Video Shows Hot Air Balloon Crashing In New Mexico

BSR (Member Profile)

Quantum Supremacy & AI, with Stephen Fry.

Holy Fuck - House of Glass

Trump Holds Rally Amid Aftermath of Family Separation Policy

JiggaJonson says...

@bobknight33 you and my dad must be drinkin the same kool aid.

The stuff from OAN is straight Russian propaganda & Idk how much more proof one needs than this, striaght from the horse's mouth: https://twitter.com/DonaldJTrumpJr/status/884789839522140166

"This is obviously very high level and sensitive information but is part of Russia and its government's support for Mr.

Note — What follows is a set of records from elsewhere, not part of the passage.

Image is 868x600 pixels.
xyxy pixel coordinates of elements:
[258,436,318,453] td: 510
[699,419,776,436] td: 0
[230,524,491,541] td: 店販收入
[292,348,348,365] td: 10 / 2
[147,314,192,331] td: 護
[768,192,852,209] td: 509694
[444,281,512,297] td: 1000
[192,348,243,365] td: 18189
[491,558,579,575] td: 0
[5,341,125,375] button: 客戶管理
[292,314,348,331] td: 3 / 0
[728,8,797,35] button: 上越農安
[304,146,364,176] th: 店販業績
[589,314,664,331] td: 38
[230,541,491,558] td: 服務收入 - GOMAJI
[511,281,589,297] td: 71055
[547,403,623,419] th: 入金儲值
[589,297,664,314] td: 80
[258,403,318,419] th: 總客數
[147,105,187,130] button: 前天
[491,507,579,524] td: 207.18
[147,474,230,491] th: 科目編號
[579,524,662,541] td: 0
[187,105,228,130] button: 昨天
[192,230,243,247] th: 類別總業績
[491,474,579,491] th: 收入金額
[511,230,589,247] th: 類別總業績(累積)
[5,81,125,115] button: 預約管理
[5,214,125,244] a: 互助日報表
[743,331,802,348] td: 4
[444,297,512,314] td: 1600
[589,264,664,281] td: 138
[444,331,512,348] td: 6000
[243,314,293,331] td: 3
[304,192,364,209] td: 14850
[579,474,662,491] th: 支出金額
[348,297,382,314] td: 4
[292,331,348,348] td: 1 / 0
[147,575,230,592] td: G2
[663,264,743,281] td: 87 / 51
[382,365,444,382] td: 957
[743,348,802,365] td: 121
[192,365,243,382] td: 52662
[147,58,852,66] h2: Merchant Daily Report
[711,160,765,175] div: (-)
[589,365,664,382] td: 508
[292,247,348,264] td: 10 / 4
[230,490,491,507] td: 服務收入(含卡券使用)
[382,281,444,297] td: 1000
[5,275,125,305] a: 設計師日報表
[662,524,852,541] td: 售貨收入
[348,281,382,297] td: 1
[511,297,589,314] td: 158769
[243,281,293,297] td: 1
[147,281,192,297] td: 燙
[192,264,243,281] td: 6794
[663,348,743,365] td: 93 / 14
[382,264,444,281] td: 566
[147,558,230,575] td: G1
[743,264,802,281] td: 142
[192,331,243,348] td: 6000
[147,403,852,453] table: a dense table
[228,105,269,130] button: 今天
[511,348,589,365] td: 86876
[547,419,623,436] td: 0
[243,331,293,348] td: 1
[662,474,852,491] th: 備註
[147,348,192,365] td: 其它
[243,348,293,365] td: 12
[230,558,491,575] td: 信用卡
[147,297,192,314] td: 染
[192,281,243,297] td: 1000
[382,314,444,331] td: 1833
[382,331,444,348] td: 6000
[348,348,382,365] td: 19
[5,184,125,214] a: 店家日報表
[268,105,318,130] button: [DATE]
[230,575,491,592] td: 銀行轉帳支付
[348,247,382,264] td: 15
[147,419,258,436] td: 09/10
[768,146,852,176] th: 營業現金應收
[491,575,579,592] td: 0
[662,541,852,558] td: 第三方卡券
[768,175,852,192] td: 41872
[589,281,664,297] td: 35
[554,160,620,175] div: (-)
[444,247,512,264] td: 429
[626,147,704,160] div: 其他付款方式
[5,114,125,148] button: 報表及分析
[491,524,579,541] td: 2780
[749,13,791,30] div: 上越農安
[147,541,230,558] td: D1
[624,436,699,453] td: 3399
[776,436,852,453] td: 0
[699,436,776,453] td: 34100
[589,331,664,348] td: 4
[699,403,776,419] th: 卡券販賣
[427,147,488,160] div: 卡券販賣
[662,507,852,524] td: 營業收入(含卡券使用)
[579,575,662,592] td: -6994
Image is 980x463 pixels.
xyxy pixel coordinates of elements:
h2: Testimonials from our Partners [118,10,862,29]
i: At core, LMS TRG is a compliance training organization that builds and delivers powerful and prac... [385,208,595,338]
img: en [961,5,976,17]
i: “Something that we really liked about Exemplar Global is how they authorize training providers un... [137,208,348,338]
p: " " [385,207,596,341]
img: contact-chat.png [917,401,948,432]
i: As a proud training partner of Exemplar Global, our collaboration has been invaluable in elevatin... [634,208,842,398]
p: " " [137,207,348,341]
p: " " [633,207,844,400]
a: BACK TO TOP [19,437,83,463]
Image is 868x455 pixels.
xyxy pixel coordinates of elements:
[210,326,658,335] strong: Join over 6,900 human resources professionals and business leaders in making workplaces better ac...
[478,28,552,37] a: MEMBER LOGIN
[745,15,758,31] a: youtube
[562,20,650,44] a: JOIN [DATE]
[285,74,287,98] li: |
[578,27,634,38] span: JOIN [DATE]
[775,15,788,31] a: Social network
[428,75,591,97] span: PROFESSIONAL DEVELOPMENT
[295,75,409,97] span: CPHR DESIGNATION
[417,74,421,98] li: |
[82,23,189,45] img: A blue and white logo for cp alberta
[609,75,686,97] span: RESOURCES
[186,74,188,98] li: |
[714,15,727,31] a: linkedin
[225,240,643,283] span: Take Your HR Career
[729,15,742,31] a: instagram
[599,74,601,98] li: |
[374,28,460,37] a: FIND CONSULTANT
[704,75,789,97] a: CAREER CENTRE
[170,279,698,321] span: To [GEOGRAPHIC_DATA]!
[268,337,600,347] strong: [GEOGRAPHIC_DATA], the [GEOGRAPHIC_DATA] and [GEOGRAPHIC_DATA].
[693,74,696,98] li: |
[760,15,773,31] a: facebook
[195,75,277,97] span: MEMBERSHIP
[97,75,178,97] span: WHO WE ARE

Trump - helped along by Aras and Emin."

"Russia and its government's support for Mr. Trump"
"Russia and its government's support for Mr. Trump"
"Russia and its government's support for Mr. Trump"
"Russia and its government's support for Mr. Trump"
"Russia and its government's support for Mr. Trump"

What part of that is confusing?

?

The IG report is perhaps damning of the FBI to an extent, but it seems like it's a story of a failure to follow protocol. They may have been apprehensive about it given the agency's usual staying-out of politics amid an election, or considering they didn't find anything on the first go-round, they suspected there wasn't anything else to find in subsequent emails (which their wasn't).

It IS worth pointing out in the IG report that Comey and other FBI used a private email server to conduct gov business. But it seems there are people doing that on both the left and the right anyway: https://www.indystar.com/story/news/politics/2017/03/02/pence-used-personal-email-state-business----and-hacked/98604904/

The emails story seems like a lot of hot air, the undermining of our Democracy through hyper partisan Russian propaganda networks is, on the other hand, very real.

Vox: The growing North Korean nuclear threat, explained

MilkmanDan says...

Not the *only* thing.

We also don't invade if you don't have anything we want, or if you can't be exploited as a pawn in a proxy war.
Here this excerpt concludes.